Vone’s Story
Since 2010, Laos Solidarity (registered in France under the name of Eau Laos Solidarité – ELS) has been helping the children of Laos improve their wellbeing.
We began by building toilets and hand washing stations, setting up hygiene clubs to ensure key hygiene practices in northern Laos schools and communities. Teachers asked us to address the lack of knowledge and understanding of puberty and menstrual health, so we started the Laos Girls Teen Project in partnership with Luang Prabang library. Why? To empower girls and women of Laos to take ownership of their own wellbeing.
As our President Sally tells us…
“Six years ago I was teaching in a rural classroom near Kuang Si waterfall, when a 15-year-old girl called Vone told me she believed that she had cancer.
For 2 years, she lived in fear of death. Equally frightening was the fear that somebody would discover her shameful secret. Every few weeks she went out at sundown with a hoe and the incriminating evidence hidden in her shiny handbag. After digging a hole under a tree, she removed sheets of blood-stained paper from her bag and rammed them into the hole, quickly covering them up with the hoe, scuffing the earth and hiding it with huge, dead leaves from the teak trees. She then crept back to the bamboo hut she lived in while at school, hoping nobody had noticed. At that time, most of the other girls were washing down at the river, and nobody asked her why she snuck away to the forest with her handbag and a hoe.

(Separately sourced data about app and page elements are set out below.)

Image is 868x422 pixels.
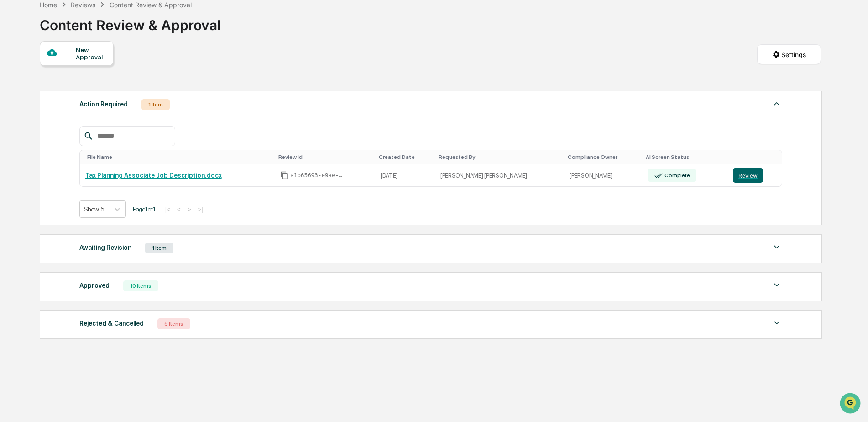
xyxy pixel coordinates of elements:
a: 🔎Data Lookup [5,201,61,217]
span: Page 1 of 1 [133,205,156,213]
div: 1 Item [145,242,173,253]
img: Jack Rasmussen [9,140,24,155]
div: Awaiting Revision [79,242,132,253]
div: 🔎 [9,205,16,212]
a: Tax Planning Associate Job Description.docx [85,171,222,179]
div: Past conversations [9,101,61,108]
span: Data Lookup [18,204,58,213]
div: Start new chat [41,70,150,79]
div: Approved [79,279,110,292]
a: Powered byPylon [64,226,110,233]
button: Settings [758,44,821,64]
button: > [185,205,194,213]
span: a1b65693-e9ae-498b-957d-6038d9b31836 [290,171,345,179]
img: caret [771,279,782,290]
div: New Approval [76,46,106,61]
button: |< [162,205,173,213]
div: Toggle SortBy [379,154,431,160]
button: See all [142,99,166,110]
div: Toggle SortBy [568,154,639,160]
div: We're available if you need us! [41,79,125,86]
button: Review [733,168,763,182]
img: Jack Rasmussen [9,116,24,130]
div: Action Required [79,98,128,110]
span: • [76,124,79,132]
img: caret [771,317,782,329]
span: [PERSON_NAME] [29,149,74,156]
span: Pylon [91,227,110,233]
span: Copy Id [280,171,288,179]
div: 🖐️ [9,188,16,195]
a: 🗄️Attestations [62,183,117,199]
span: Preclearance [18,187,59,196]
td: [PERSON_NAME] [564,164,642,187]
div: 1 Item [142,99,170,110]
span: [DATE] [81,124,99,132]
div: Toggle SortBy [87,154,271,160]
img: caret [771,98,782,109]
button: >| [195,205,205,213]
a: Review [733,168,776,182]
div: Complete [663,172,689,179]
td: [DATE] [375,164,435,187]
span: [PERSON_NAME] [29,124,74,132]
span: [DATE] [81,149,99,156]
iframe: Open customer support [839,391,863,416]
a: 🖐️Preclearance [5,183,62,199]
img: 1746055101610-c473b297-6a78-478c-a979-82029cc54cd1 [9,70,25,86]
img: caret [771,242,782,253]
div: Toggle SortBy [279,154,371,160]
button: < [175,205,184,213]
div: Content Review & Approval [40,10,221,33]
button: Start new chat [155,73,166,84]
td: [PERSON_NAME] [PERSON_NAME] [435,164,564,187]
span: • [76,149,79,156]
img: 1746055101610-c473b297-6a78-478c-a979-82029cc54cd1 [18,125,25,132]
p: How can we help? [9,19,166,34]
img: 8933085812038_c878075ebb4cc5468115_72.jpg [19,70,36,86]
div: Toggle SortBy [735,154,778,160]
div: Rejected & Cancelled [79,317,143,329]
div: Toggle SortBy [646,154,724,160]
div: Reviews [71,1,95,8]
div: Content Review & Approval [110,1,192,8]
div: 5 Items [158,318,190,329]
span: Attestations [75,187,113,196]
div: 10 Items [123,280,158,292]
img: 1746055101610-c473b297-6a78-478c-a979-82029cc54cd1 [18,149,25,156]
div: 🗄️ [66,188,73,195]
div: Toggle SortBy [439,154,560,160]
div: Home [40,1,57,8]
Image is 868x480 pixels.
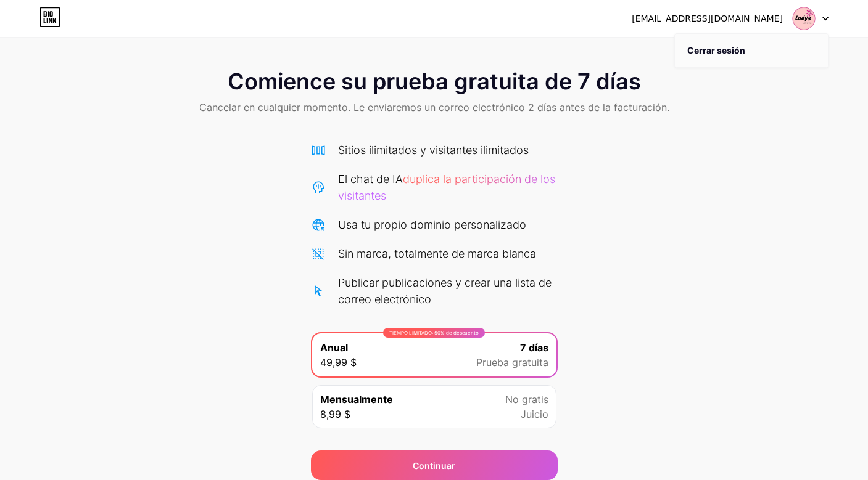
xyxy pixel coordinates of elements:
img: zapatos lodys [792,7,816,30]
div: [EMAIL_ADDRESS][DOMAIN_NAME] [632,12,783,25]
span: 49,99 $ [320,355,357,370]
span: Mensualmente [320,392,393,407]
span: Cancelar en cualquier momento. Le enviaremos un correo electrónico 2 días antes de la facturación. [199,100,669,115]
div: TIEMPO LIMITADO: 50% de descuento [383,328,485,337]
div: Sin marca, totalmente de marca blanca [338,245,536,262]
span: 8,99 $ [320,407,351,422]
span: Continuar [412,459,456,472]
span: Anual [320,340,348,355]
div: Usa tu propio dominio personalizado [338,217,527,233]
span: 7 días [520,340,548,355]
li: Cerrar sesión [675,34,828,67]
span: Comience su prueba gratuita de 7 días [227,69,641,94]
span: duplica la participación de los visitantes [338,173,555,202]
div: Publicar publicaciones y crear una lista de correo electrónico [338,274,558,307]
div: Sitios ilimitados y visitantes ilimitados [338,142,529,158]
span: Juicio [520,407,548,422]
div: El chat de IA [338,171,558,204]
span: Prueba gratuita [476,355,548,370]
span: No gratis [505,392,548,407]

After the lesson that day, Vone came up to the front of the dusty classroom where I was standing with our Lao coordinator, Chantha. Vone was nervous and scuffed the dirt floor with her plastic flip-flop, as if that action could generate enough courage for her to speak to the foreigner. She looked up at me, tears welling in her eyes. When she finished speaking, so did we. Her parting remark was, “now I know I’m normal, I’m not scared anymore.”
What was Vone’s terrible secret?
It was her menstrual period.”
You may find it hard to believe that no one from Vone’s family, school or peer group thought to tell her that part of growing up was to start menstruating. But in 2012, in northern Laos there was no information for girls like Vone. There were no books about puberty and periods. It was a secret!
For 14-year-old girls like Vone, shy, with an illiterate mother, there was no information available, even at school. Only in year 4, when she would be 17, would she have a biology lesson about reproductive health. But girls as young as 15 were becoming mothers.
Rural mothers had no idea where periods came form, and like many communities in Laos they did not talk about their bodies. So they did not tell their daughters this was going to happen.
In a baseline study in collaboration with the Luang Prabang Library Outreach team and rural school girls, we found that only 3% knew that they were going to menstruate. 3%! Is it any surprise that 1 in 10 Laos girls will be mothers by the age of 15?
We also found a shocking level of poor hygiene practices. To help combat both issues we wrote and published books – no easy task in Laos where government approval is required for – and today we have reached over 10,000 rural school girls with this vital information about growing up and how girls can care for themselves and continue with their studies.
“Later that same day we passed a large group of girls walking home, all reading the girls’ book, “I am a teenager”. For most of them, this was the first book that they had ever owned. This book will be shared with mothers, sisters, cousins, friends. In many cases, those teenage girls will become the authority on all matters menstrual.
The girls gladly accepted a lift in our truck, because home was a good 90 minutes’ walk away. They pushed the truck when it stalled in the fast-flowing river and ran into the forest to get rocks for the wheels when we slid backwards towards a gorge. They also talked. Nobody had ever visited their school. Not one of them knew they were going to menstruate. No, they were not shocked by the information. “Knowledge” they said, “gives us power with our own bodies”.”
Since that day, we have distributed 15 000 books called “I am a Teenager” and provided over 19 000 hygiene kits of pads, underwear, soap and wash bags to schoolgirls and women in remote villages. If we can help girls like Vone feel normal, manage menstruation at school, and grow in confidence as a woman, we will have done what we set out to do. Knowledge really does empower.